Showing posts with label 'Bill Bryson'. Show all posts
Showing posts with label 'Bill Bryson'. Show all posts

Sunday, 11 February 2018

English by Ben Fogle - An Immensely Readable Account of the Celebration of Englishness

I've followed Ben Fogle from Taransay in Castaway 2000, to the South Pole; and then all round the world with New Lives in the Wild, so I was intrigued to receive English - A Story of Marmite, Queuing and Weather for Christmas to discover the essence of being English and how it should be celebrated.

You would think that Ben Fogle was the quintessential Englishman, often mistaken for Prince William, but he isn't: his father is Canadian and his grandfather Scottish, but he was born in London, and describes himself as
     
'...a Land Rover-driving, Labrador-owning, Marmite-eating, tea-drinking, wax-jacketed, Queen-loving Englishman.'

So who could be better for the task?

Ben Fogle's style is rather like Bill Bryson's (if you loved Notes from a Small Island, you'll love this), but with fewer facts and figures and rather more action! He takes us through everything that makes the English English from the weather to the perfect cup of tea in an immensely readable account whilst he chases a 9lb Double Gloucester cheese down Cooper's Hill; joins the Royal Household Calvary on their summer holiday at Holkham beach in Norfolk; presents the weather forecast and has a go at tasting Marmite at the factory in Burton on Trent.

I loved this book, and I'm sure that anybody who has an interest in celebrating Englishness would love it too. 

Sunday, 26 June 2016

Discover Many Interesting Facts About Shakespeare with Bill Bryson

This is an immensely readable account of the life of William Shakespeare, as you would expect from such a conveyor of interesting facts as Bill Bryson.
However, even he hasn't got a lot to go on!
The blurb from the back of my 2007 edition quotes Bryson and says:
'On only a handful of days in his life can we say with absolute certainty where he was.'
Also, there are also only three possible likenesses of the great man, all made after his death!
Nevertheless, the book, at just short of two hundred pages, takes us through Shakespeare's life, illuminating it from what can be gleaned from the social history of the period.
Bill Bryson pieces together what the original Globe theatre must have looked like, and what life was like for the actors and indeed the people of London where theatres were shut for months on end because of continual outbreaks of the plague.
He also attempts to discover something about Shakespeare's relationship to his wife, Anne Hathaway, to whom he famously left his second-best bed!
Anne Hathaway's Cottage
 And, of course, Bryson examines his plays, discussing in which order they were written, and whom, if anyone, he collaborated with, and whether the glover's son from Stratford-upon-Avon even wrote them at all.
I don't think that Shakespeare scholars would find much that they didn't already know, but for the average person, keen to find out a little more about the Bard in an interesting and amusing way, it is well worth reading it, especially now, in 2016, we are celebrating four hundred years since his death.
However, for those whose interest is sparked, there is a good biography at the end for further reading.

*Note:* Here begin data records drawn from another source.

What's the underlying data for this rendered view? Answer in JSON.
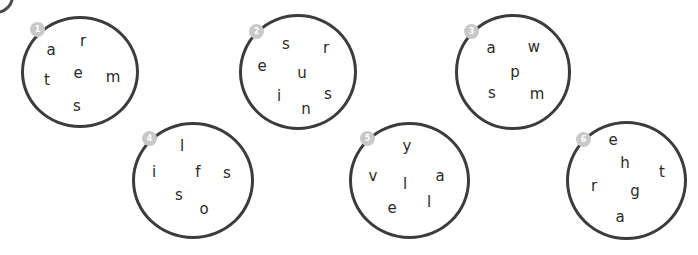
{
  "colors": {
    "circle_stroke": "#3c3c3c",
    "badge_fill": "#c8c8c8",
    "letter": "#2a2a2a"
  },
  "puzzles": [
    {
      "number": "1",
      "letters": [
        "a",
        "r",
        "t",
        "e",
        "m",
        "s"
      ]
    },
    {
      "number": "2",
      "letters": [
        "s",
        "r",
        "e",
        "u",
        "i",
        "s",
        "n"
      ]
    },
    {
      "number": "3",
      "letters": [
        "a",
        "w",
        "p",
        "s",
        "m"
      ]
    },
    {
      "number": "4",
      "letters": [
        "l",
        "i",
        "f",
        "s",
        "s",
        "o"
      ]
    },
    {
      "number": "5",
      "letters": [
        "y",
        "v",
        "a",
        "l",
        "e",
        "l"
      ]
    },
    {
      "number": "6",
      "letters": [
        "e",
        "h",
        "t",
        "r",
        "g",
        "a"
      ]
    }
  ]
}
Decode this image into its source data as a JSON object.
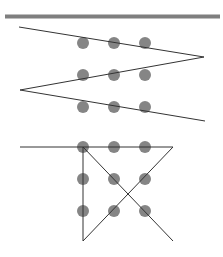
{
  "colors": {
    "background": "#ffffff",
    "top_bar": "#7f7f7f",
    "dot": "#858585",
    "line": "#333333"
  },
  "top_bar": {
    "x1": 5,
    "y": 16.5,
    "x2": 220,
    "thickness": 4
  },
  "dot_radius": 6,
  "puzzles": [
    {
      "name": "zigzag-solution",
      "dots": [
        [
          83,
          43
        ],
        [
          114,
          43
        ],
        [
          145,
          43
        ],
        [
          83,
          75
        ],
        [
          114,
          75
        ],
        [
          145,
          75
        ],
        [
          83,
          107
        ],
        [
          114,
          107
        ],
        [
          145,
          107
        ]
      ],
      "path": [
        [
          19,
          27
        ],
        [
          204,
          57
        ],
        [
          20,
          90
        ],
        [
          205,
          121
        ]
      ]
    },
    {
      "name": "four-line-solution",
      "dots": [
        [
          83,
          147
        ],
        [
          114,
          147
        ],
        [
          145,
          147
        ],
        [
          83,
          179
        ],
        [
          114,
          179
        ],
        [
          145,
          179
        ],
        [
          83,
          211
        ],
        [
          114,
          211
        ],
        [
          145,
          211
        ]
      ],
      "path": [
        [
          20,
          147
        ],
        [
          173,
          147
        ],
        [
          83,
          241
        ],
        [
          83,
          147
        ],
        [
          173,
          241
        ]
      ]
    }
  ]
}
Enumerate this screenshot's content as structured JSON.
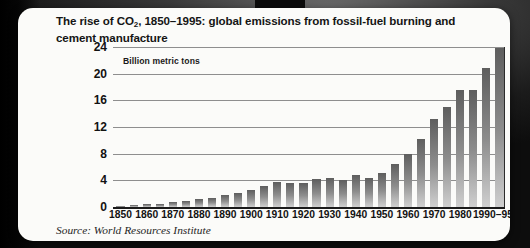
{
  "card": {
    "title_line1_pre": "The rise of CO",
    "title_sub": "2",
    "title_line1_post": ", 1850–1995: global emissions from fossil-fuel",
    "title_line2": "burning and cement manufacture",
    "axis_note": "Billion metric tons",
    "source": "Source: World Resources Institute"
  },
  "chart_data": {
    "type": "bar",
    "title": "The rise of CO2, 1850–1995: global emissions from fossil-fuel burning and cement manufacture",
    "subtitle": "",
    "xlabel": "",
    "ylabel": "Billion metric tons",
    "ylim": [
      0,
      24
    ],
    "yticks": [
      0,
      4,
      8,
      12,
      16,
      20,
      24
    ],
    "xtick_labels": [
      "1850",
      "1860",
      "1870",
      "1880",
      "1890",
      "1900",
      "1910",
      "1920",
      "1930",
      "1940",
      "1950",
      "1960",
      "1970",
      "1980",
      "1990–95"
    ],
    "grid": true,
    "legend": "none",
    "annotation": "Source: World Resources Institute",
    "bar_color": "#7d7d7d",
    "categories": [
      "1850",
      "1855",
      "1860",
      "1865",
      "1870",
      "1875",
      "1880",
      "1885",
      "1890",
      "1895",
      "1900",
      "1905",
      "1910",
      "1915",
      "1920",
      "1925",
      "1930",
      "1935",
      "1940",
      "1945",
      "1950",
      "1955",
      "1960",
      "1965",
      "1970",
      "1975",
      "1980",
      "1985",
      "1990",
      "1995"
    ],
    "values": [
      0.2,
      0.3,
      0.4,
      0.5,
      0.7,
      0.9,
      1.2,
      1.4,
      1.8,
      2.1,
      2.6,
      3.2,
      3.8,
      3.6,
      3.6,
      4.2,
      4.3,
      4.0,
      4.8,
      4.3,
      5.1,
      6.4,
      8.0,
      10.2,
      13.2,
      15.0,
      17.5,
      17.6,
      20.8,
      23.8
    ],
    "unit": "billion metric tons",
    "interval_years": 5
  }
}
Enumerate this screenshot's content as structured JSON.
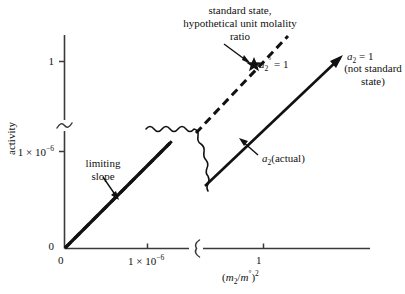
{
  "chart_data": {
    "type": "line",
    "title": "",
    "xlabel": "(m₂/m°)²",
    "ylabel": "activity",
    "grid": false,
    "legend": "none",
    "axis_breaks": {
      "x": true,
      "y": true,
      "note": "Both axes are broken between the 10⁻⁶ region and the unit region; a wavy break also crosses the plot interior."
    },
    "x_ticks": [
      "0",
      "1 × 10⁻⁶",
      "1"
    ],
    "y_ticks": [
      "0",
      "1 × 10⁻⁶",
      "1"
    ],
    "series": [
      {
        "name": "limiting slope (ideal, Henry's law)",
        "style": "dashed",
        "description": "Straight dashed line of constant limiting slope from the origin, extrapolated through the axis break to the standard state at a₂° = 1.",
        "points": [
          [
            0,
            0
          ],
          [
            1,
            1
          ]
        ]
      },
      {
        "name": "a₂(actual)",
        "style": "solid",
        "description": "Actual activity curve; coincides with the limiting slope near the origin, then falls below it and reaches a₂ = 1 at a molality ratio greater than 1.",
        "points": [
          [
            0,
            0
          ],
          [
            1.35,
            1
          ]
        ]
      }
    ],
    "markers": [
      {
        "name": "standard-state-marker",
        "glyph": "star",
        "label": "a₂° = 1",
        "on_series": "limiting slope (ideal, Henry's law)"
      },
      {
        "name": "actual-unit-activity-marker",
        "glyph": "arrowhead",
        "label": "a₂ = 1",
        "on_series": "a₂(actual)"
      }
    ],
    "annotations": [
      "standard state, hypothetical unit molality ratio",
      "a₂° = 1",
      "a₂ = 1",
      "(not standard state)",
      "limiting slope",
      "a₂(actual)"
    ]
  },
  "axes": {
    "y_label": "activity",
    "x_label_html": "(<span class=\"it\">m</span><sub>2</sub>/<span class=\"it\">m</span><sup>°</sup>)<sup>2</sup>",
    "y_ticks": {
      "one": "1",
      "micro_html": "1 × 10<sup>−6</sup>",
      "zero": "0"
    },
    "x_ticks": {
      "zero": "0",
      "micro_html": "1 × 10<sup>−6</sup>",
      "one": "1"
    }
  },
  "annotations": {
    "standard_state_line1": "standard state,",
    "standard_state_line2": "hypothetical unit molality",
    "standard_state_line3": "ratio",
    "a2_standard_html": "<span class=\"it\">a</span><sub>2</sub><sup>°</sup> = 1",
    "a2_unit_html": "<span class=\"it\">a</span><sub>2</sub> = 1",
    "not_standard_line1": "(not standard",
    "not_standard_line2": "state)",
    "limiting_line1": "limiting",
    "limiting_line2": "slope",
    "actual_html": "<span class=\"it\">a</span><sub>2</sub>(actual)"
  },
  "colors": {
    "ink": "#111111",
    "axis": "#3a3a3a",
    "background": "#ffffff"
  }
}
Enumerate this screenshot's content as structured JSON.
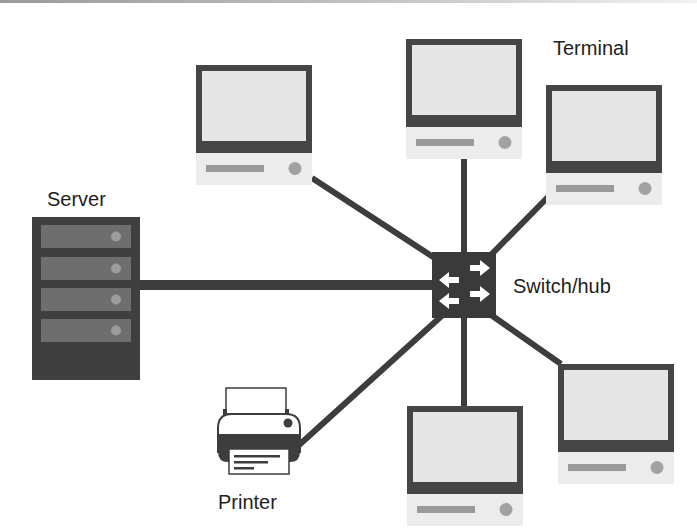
{
  "diagram": {
    "type": "star-network-topology",
    "colors": {
      "link": "#3d3d3d",
      "device_dark": "#454545",
      "screen": "#e6e6e6",
      "base": "#ececec",
      "base_slot": "#9a9a9a",
      "base_button": "#a2a2a2",
      "server_body": "#3f3f3f",
      "server_bay": "#6e6e6e",
      "server_led": "#9c9c9c",
      "switch_body": "#3a3a3a",
      "arrow": "#ffffff",
      "text": "#1e1e1e"
    },
    "hub": {
      "id": "switch",
      "label": "Switch/hub",
      "icon": "switch-arrows-icon"
    },
    "nodes": [
      {
        "id": "server",
        "label": "Server",
        "icon": "server-rack-icon"
      },
      {
        "id": "terminal-top-left",
        "label": "",
        "icon": "terminal-computer-icon"
      },
      {
        "id": "terminal-top-center",
        "label": "",
        "icon": "terminal-computer-icon"
      },
      {
        "id": "terminal-top-right",
        "label": "Terminal",
        "icon": "terminal-computer-icon"
      },
      {
        "id": "terminal-bottom-right",
        "label": "",
        "icon": "terminal-computer-icon"
      },
      {
        "id": "terminal-bottom-center",
        "label": "",
        "icon": "terminal-computer-icon"
      },
      {
        "id": "printer",
        "label": "Printer",
        "icon": "printer-icon"
      }
    ],
    "edges": [
      {
        "from": "switch",
        "to": "server"
      },
      {
        "from": "switch",
        "to": "terminal-top-left"
      },
      {
        "from": "switch",
        "to": "terminal-top-center"
      },
      {
        "from": "switch",
        "to": "terminal-top-right"
      },
      {
        "from": "switch",
        "to": "terminal-bottom-right"
      },
      {
        "from": "switch",
        "to": "terminal-bottom-center"
      },
      {
        "from": "switch",
        "to": "printer"
      }
    ]
  },
  "labels": {
    "terminal": "Terminal",
    "server": "Server",
    "switch": "Switch/hub",
    "printer": "Printer"
  }
}
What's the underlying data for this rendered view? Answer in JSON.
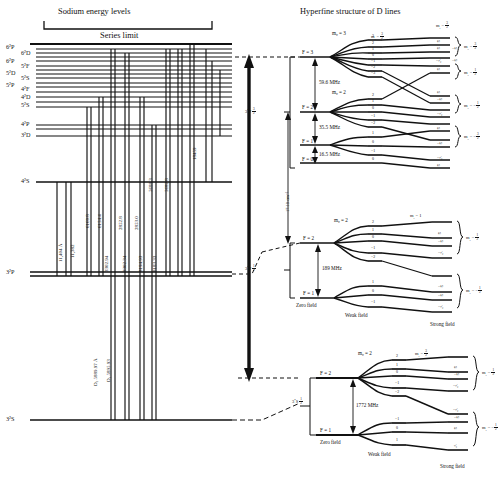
{
  "figure": {
    "left_panel_title": "Sodium energy levels",
    "right_panel_title": "Hyperfine structure of D lines",
    "series_limit": "Series limit"
  },
  "left_panel": {
    "term_labels": [
      {
        "text": "6²P",
        "x": 6,
        "y": 46
      },
      {
        "text": "6²D",
        "x": 22,
        "y": 52
      },
      {
        "text": "6²P",
        "x": 6,
        "y": 60
      },
      {
        "text": "5²F",
        "x": 22,
        "y": 65
      },
      {
        "text": "5²D",
        "x": 6,
        "y": 71
      },
      {
        "text": "5²S",
        "x": 22,
        "y": 77
      },
      {
        "text": "5²P",
        "x": 6,
        "y": 83
      },
      {
        "text": "4²F",
        "x": 22,
        "y": 88
      },
      {
        "text": "4²D",
        "x": 22,
        "y": 96
      },
      {
        "text": "5²S",
        "x": 22,
        "y": 104
      },
      {
        "text": "4²P",
        "x": 22,
        "y": 124
      },
      {
        "text": "3²D",
        "x": 22,
        "y": 134
      },
      {
        "text": "4²S",
        "x": 22,
        "y": 180
      },
      {
        "text": "3²P",
        "x": 6,
        "y": 272
      },
      {
        "text": "3²S",
        "x": 6,
        "y": 418
      }
    ],
    "wavelengths": [
      {
        "text": "11,404 Å",
        "x": 58,
        "y": 262
      },
      {
        "text": "11,382",
        "x": 70,
        "y": 262
      },
      {
        "text": "6160.8",
        "x": 80,
        "y": 222
      },
      {
        "text": "6154.4",
        "x": 92,
        "y": 222
      },
      {
        "text": "3302.94",
        "x": 104,
        "y": 270
      },
      {
        "text": "2852.8",
        "x": 116,
        "y": 222
      },
      {
        "text": "3302.34",
        "x": 120,
        "y": 270
      },
      {
        "text": "2853.0",
        "x": 133,
        "y": 222
      },
      {
        "text": "8194.93",
        "x": 138,
        "y": 270
      },
      {
        "text": "5688.3",
        "x": 146,
        "y": 190
      },
      {
        "text": "8183.33",
        "x": 152,
        "y": 270
      },
      {
        "text": "5682.8",
        "x": 160,
        "y": 190
      },
      {
        "text": "18459",
        "x": 191,
        "y": 160
      }
    ],
    "d_lines": [
      {
        "text": "D₂ 5889.97 Å",
        "x": 92,
        "y": 383
      },
      {
        "text": "D₁ 5895.93",
        "x": 104,
        "y": 378
      }
    ]
  },
  "right_panel": {
    "transition_gap_label": "17.19 cm⁻¹",
    "groups": [
      {
        "name": "3p-three-halves",
        "state": "3²P",
        "state_j": "3/2",
        "splittings": [
          {
            "label": "59.6 MHz"
          },
          {
            "label": "35.5 MHz"
          },
          {
            "label": "16.5 MHz"
          }
        ],
        "f_levels": [
          {
            "label": "F = 3",
            "mf_header": "mᵩ = 3",
            "mf": [
              "3",
              "2",
              "1",
              "0",
              "−1",
              "−2",
              "−3"
            ]
          },
          {
            "label": "F = 2",
            "mf_header": "mᵩ = 2",
            "mf": [
              "2",
              "1",
              "0",
              "−1",
              "−2"
            ]
          },
          {
            "label": "F = 1",
            "mf_header": "",
            "mf": [
              "1",
              "0",
              "−1"
            ]
          },
          {
            "label": "F = 0",
            "mf_header": "",
            "mf": [
              "0"
            ]
          }
        ],
        "mi_header": "m₁ = 3/2",
        "mj_brackets": [
          "mⱼ = 3/2",
          "mⱼ = 1/2",
          "mⱼ = −1/2",
          "mⱼ = −3/2"
        ]
      },
      {
        "name": "3p-one-half",
        "state": "3²P",
        "state_j": "1/2",
        "splittings": [
          {
            "label": "189 MHz"
          }
        ],
        "f_levels": [
          {
            "label": "F = 2",
            "mf_header": "mᵩ = 2",
            "mf": [
              "2",
              "1",
              "0",
              "−1",
              "−2"
            ]
          },
          {
            "label": "F = 1",
            "mf_header": "",
            "mf": [
              "1",
              "0",
              "−1"
            ]
          }
        ],
        "mi_header": "m₁ = 1",
        "mj_brackets": [
          "mⱼ = 1/2",
          "mⱼ = −1/2"
        ],
        "field_labels": [
          "Zero field",
          "Weak field",
          "Strong field"
        ]
      },
      {
        "name": "3s-one-half",
        "state": "3²S",
        "state_j": "1/2",
        "splittings": [
          {
            "label": "1772 MHz"
          }
        ],
        "f_levels": [
          {
            "label": "F = 2",
            "mf_header": "mᵩ = 2",
            "mf": [
              "2",
              "1",
              "0",
              "−1",
              "−2"
            ]
          },
          {
            "label": "F = 1",
            "mf_header": "",
            "mf": [
              "−1",
              "0",
              "1"
            ]
          }
        ],
        "mi_header": "m₁ = 3/2",
        "mj_brackets": [
          "mⱼ = 1/2",
          "mⱼ = −1/2"
        ],
        "field_labels": [
          "Zero field",
          "Weak field",
          "Strong field"
        ]
      }
    ],
    "mi_fraction_columns": {
      "top_group": [
        "3/2",
        "1/2",
        "−1/2",
        "−3/2"
      ],
      "values": [
        "3/2",
        "1/2",
        "−1/2",
        "−3/2"
      ]
    }
  }
}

You can buy Shakespeare by Bill Bryson here.


Sunday, 3 April 2016

Follow The Road to Little Dribbling with Bill Bryson and Bill Turnbull!

Over the years, I've enjoyed Bill Bryson's books set in Britain, America and Australia, so I was excited to see this new one: The Road to Little DribblingIts subtitle is More Notes From A Small Island, referring to the book he wrote twenty years ago about a trip around the country that he's adopted as his own.
He starts off writing in his distinctive style about how he got hit on the head by a parking barrier in Deauville, France, and in the days that followed as he got over it, started to wonder which English town was on the other side of the channel; it was Bognor Regis. This led him to decide to travel 'The Bryson Line' from Bognor to Cape Wrath to see what had changed since his trip in the 1990s.
The Bryson Line is merely a guide as he wanders from east to west, visiting places that take his fancy, all the way giving us many pieces of interesting information. For example, did you know that England has five different kinds of counties, or that Bryson lived next door to Ringo Starr for six months without even knowing it? But, I think, as he travels about the country, he gets more frustrated with the way things are going downhill, especially as he was President of the Campaign to Protect Rural England from 2007 to 2012, and at the beginning of the book, is about to take the test to become a British citizen!
One weird thing happened on the morning of the 24th February. I'd just been reading about Bill Bryson's visit to Kinder Scout in the Lake District, the scene of The Mass Trespass in 1932 in which workers from Manchester and Sheffield walked over the moors in defiance of the Duke of Devonshire who had closed the land to them for his grouse shooting, and which led to the first National Park, when I turned on BBC Breakfast to find another famous Bill: Bill Turnbull, actually in the Peak District, talking about The Mass Trespass itself. I couldn't believe it!
The Road to Little Dribbling is an entertaining read, packed full of information, and I hope you will enjoy it as much as I did.
Which is your favourite Bill Bryson book?